Rust programming language offends both my Intelligence and my Spirit.
(Score: 2, Interesting) by Anonymous Coward on Friday May 20 2022, @01:22PM
India only became an independent country ruled by Indians in 1947.
I know you said "civilization" instead of country, but even that is not quite true, as the culture, laws, and political unity of ethnic groups is wildly different from the old civilizations of the subcontinent. (There was not just one!) Much of modern India is due to the British and not ancient India.
It is true that much of Indian culture goes back many centuries, but some people lose sight that India is a VERY young country still working out how to be a nation.

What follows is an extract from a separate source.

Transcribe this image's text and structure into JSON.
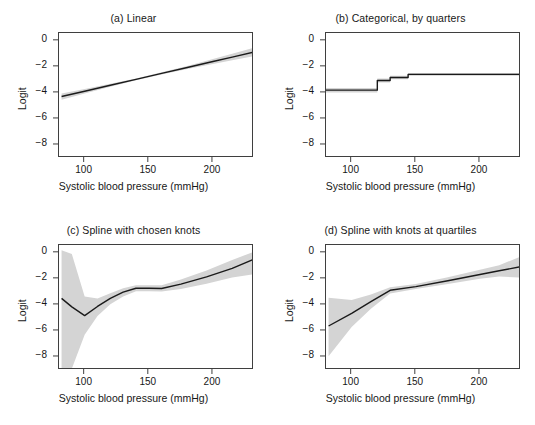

(Score: 2) by driverless on Friday May 20 2022, @01:25PM (2 children)
Are any of those actually available as silicon yet or are they all still FPGA soft-cores? The last time I looked they were even more preliminary than the Chinese-sourced ones.
(Score: 2) by Mojibake Tengu on Friday May 20 2022, @03:34PM (1 child)
In media I observed several tape-outs and user manuals available for some development boards. Though it's hard to obtain anything outside India.
India is big. And generally behind China in all electronics. The platform itself is mandatory government standard. Education, academy, small businesses, industry, military, everyone needs and will need many of these. Fabrication is still limited, growing. Any local production stays in India and will stay there for years, for sure.
I would not even buy any single board of that smuggled out just now, because I understand that would deprive some Indian child of important educative experience for lifetime. In compare to that, Chinese RISC-V dev kits are already a commodity.
Rust programming language offends both my Intelligence and my Spirit.
(Score: 1) by khallow on Saturday May 21 2022, @03:17AM
If as you say, every board bought is taken from someone else, then they're a dead end. For most mass produced goods if you buy more, they make more. Electronics should scale well to higher production. If it can't answer higher demand with higher supply, then there's probably something wrong with the product or the producer.
Perhaps the producers' business models are milking some government subsidy rather than producing products? If the subsidy doesn't increase with volume, and the product loses money without the subsidy, then they have no reason to make more.